Single review.
Artist : The Dialling Tone Chorus.
Title : Video Killed The Radio Star.
Just over forty years ago, I was handed an audio cassette tape featuring a track that had yet to be released. Asked by the promo director who'd given it to me to come up with a concept for the video, I remember sitting back on a lumpy sofa and listening to Video Killed the Radio Star by The Buggles for the very first time.
Now, in the 21st Century, it blows one's mind to be playing a choral version of that song streamed via bluetooth to my airbuds on a video phone.
Times change, but a great song doesn't, the proof being what Gitika Partington has achieved with The Dialling Tone Chorus, a virtual choir she assembled over the internet from places as diverse as London, Bristol, Brighton and Macclesfield to record the song in complete isolation from each other.
And then there's the video. If the audio track isn't swoonsome enough, all the different shots of the choristers, many in wild and wacky costumes, elevate it to a new plateau of bliss. Expertly assembled and edited, it's a zillion miles away from the original Buggles video, but in its own way just as groundbreaking and exciting. And as for Gitika - her almost Marx Brothers get-up as orchestrator to the choir is a joy to behold. If for no other reason, you can't stop smiling.
In the words of its creator -
"It all happened in lockdown and just got more creative as I delegated. Usually I do everything myself but got a guy who does community projects all over the UK who is in my choir to do the video then met a guy on a Facebook Composers page who I have never met in real life and just had a good feeling about him. His name is Eric James and he does backing tracks for this cool app called Voisey. I asked him to do a backing track for Tainted Love and it just blew out of the water! Loads of choirs have been doing virtual videos acapella or maybe ukeleles but this is probably the first one with full cascade dance track... it just changed everything!
Wait till you see the next one. It's a folk song with a dance track... the choirs are really getting into it and at first the idea of singing on their own into a video phone was horrible! They all hated it as they were so used to singing in a group.
But that was the idea to find a way of doing something in lockdown that extended them and it certainly has. Choir members might sing their track ten times before they are happy with it. And each time we do them, the performances and costumes get better and better. It also cheered people up so much.
We sung in dark churches and school halls for ten-fifteen years and it feels like we were never seen and we have been catapulted into the light so something really creative has come out of lockdown. Choir members have reported back that their friends love the videos so much they put them in to cheer the whole family up. It was never meant to be so much fun and I never really meant to be in them but they have taken a life of their own."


▸ TASK: Whenever a line in the records below holds the string "point", copy it out.

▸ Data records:
BEGIN

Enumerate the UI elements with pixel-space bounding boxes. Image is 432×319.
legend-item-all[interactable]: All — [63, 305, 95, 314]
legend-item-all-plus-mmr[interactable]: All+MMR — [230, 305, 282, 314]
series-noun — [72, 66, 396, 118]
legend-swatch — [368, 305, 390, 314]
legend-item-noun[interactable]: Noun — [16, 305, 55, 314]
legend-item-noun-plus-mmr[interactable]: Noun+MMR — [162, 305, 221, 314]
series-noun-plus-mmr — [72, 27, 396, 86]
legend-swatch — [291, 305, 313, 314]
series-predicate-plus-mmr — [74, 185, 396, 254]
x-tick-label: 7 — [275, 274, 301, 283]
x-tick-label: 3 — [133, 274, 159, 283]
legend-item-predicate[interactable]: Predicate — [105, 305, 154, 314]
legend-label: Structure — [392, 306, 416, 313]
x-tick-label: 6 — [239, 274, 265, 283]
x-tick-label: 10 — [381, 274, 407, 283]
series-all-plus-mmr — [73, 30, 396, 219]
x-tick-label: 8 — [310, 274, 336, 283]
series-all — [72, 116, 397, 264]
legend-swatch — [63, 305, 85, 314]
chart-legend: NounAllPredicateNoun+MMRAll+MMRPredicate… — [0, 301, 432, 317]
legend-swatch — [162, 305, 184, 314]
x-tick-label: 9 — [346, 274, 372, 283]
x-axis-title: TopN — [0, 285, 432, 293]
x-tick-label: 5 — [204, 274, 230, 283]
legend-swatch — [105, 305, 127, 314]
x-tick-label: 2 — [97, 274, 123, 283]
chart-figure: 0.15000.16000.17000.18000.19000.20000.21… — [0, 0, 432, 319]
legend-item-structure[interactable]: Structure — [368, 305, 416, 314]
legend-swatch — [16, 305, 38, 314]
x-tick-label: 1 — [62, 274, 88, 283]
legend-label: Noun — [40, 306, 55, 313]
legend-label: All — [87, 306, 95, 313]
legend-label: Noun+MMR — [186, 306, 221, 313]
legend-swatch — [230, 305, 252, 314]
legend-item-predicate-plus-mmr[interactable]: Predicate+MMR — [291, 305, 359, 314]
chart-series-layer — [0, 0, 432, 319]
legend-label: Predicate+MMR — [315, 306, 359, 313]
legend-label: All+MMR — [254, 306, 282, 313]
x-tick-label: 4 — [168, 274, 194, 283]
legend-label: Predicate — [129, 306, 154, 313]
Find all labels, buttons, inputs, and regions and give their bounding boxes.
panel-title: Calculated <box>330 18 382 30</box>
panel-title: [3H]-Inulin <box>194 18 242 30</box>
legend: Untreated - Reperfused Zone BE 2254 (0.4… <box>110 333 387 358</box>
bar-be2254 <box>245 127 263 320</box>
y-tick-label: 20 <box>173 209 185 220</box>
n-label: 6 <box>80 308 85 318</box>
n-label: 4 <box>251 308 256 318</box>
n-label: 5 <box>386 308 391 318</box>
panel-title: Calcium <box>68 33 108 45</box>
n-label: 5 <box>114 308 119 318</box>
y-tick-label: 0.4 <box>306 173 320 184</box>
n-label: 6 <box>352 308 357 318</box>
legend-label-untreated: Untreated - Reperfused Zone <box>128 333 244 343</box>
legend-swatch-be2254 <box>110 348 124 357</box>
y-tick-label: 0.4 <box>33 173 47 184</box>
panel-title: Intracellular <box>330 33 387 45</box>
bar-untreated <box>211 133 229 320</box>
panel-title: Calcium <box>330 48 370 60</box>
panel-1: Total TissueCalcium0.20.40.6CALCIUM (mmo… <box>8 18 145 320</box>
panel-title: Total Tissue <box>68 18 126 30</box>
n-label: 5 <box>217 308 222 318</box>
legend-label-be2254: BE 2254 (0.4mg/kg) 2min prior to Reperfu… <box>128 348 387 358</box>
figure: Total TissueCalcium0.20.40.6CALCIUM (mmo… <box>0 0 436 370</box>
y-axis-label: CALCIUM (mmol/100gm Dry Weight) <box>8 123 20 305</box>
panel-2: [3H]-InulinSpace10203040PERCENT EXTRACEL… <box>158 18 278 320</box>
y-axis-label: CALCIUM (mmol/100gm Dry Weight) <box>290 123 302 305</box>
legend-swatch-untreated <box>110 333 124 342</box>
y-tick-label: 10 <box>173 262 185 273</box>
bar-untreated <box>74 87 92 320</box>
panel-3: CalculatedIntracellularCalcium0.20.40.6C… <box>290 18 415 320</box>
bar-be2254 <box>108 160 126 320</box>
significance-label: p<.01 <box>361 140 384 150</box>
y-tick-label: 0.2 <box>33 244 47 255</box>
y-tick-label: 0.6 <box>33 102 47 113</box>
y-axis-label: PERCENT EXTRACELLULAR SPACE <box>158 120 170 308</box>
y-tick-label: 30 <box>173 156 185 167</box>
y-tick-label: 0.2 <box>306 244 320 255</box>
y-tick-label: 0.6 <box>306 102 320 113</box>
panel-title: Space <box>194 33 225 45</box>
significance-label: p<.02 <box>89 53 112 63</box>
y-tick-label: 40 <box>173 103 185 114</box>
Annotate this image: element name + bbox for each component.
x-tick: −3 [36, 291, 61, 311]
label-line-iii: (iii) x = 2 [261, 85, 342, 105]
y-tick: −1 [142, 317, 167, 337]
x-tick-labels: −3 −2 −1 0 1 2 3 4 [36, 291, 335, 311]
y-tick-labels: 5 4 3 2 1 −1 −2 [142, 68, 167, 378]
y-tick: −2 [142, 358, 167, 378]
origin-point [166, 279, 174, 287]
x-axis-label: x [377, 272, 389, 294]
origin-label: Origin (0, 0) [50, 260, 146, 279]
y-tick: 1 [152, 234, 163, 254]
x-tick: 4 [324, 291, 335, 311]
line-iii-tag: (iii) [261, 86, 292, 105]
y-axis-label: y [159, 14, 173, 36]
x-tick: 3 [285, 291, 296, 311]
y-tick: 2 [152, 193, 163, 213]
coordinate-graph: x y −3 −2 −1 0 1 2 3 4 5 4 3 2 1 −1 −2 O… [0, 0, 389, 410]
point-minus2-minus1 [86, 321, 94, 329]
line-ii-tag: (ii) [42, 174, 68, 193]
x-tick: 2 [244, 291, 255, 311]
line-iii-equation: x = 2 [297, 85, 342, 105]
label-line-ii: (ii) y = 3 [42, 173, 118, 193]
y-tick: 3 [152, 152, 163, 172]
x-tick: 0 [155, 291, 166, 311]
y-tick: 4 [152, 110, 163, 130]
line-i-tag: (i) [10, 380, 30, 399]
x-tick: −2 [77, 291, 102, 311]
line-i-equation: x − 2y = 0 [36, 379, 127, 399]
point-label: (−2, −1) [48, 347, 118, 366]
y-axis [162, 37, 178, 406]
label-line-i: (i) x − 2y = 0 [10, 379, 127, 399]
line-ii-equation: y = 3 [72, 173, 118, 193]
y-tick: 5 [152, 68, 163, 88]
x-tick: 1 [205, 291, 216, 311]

END

▸ SOLUTION FOR THIS PROBLEM:
origin-point [166, 279, 174, 287]
point-minus2-minus1 [86, 321, 94, 329]
point-label: (−2, −1) [48, 347, 118, 366]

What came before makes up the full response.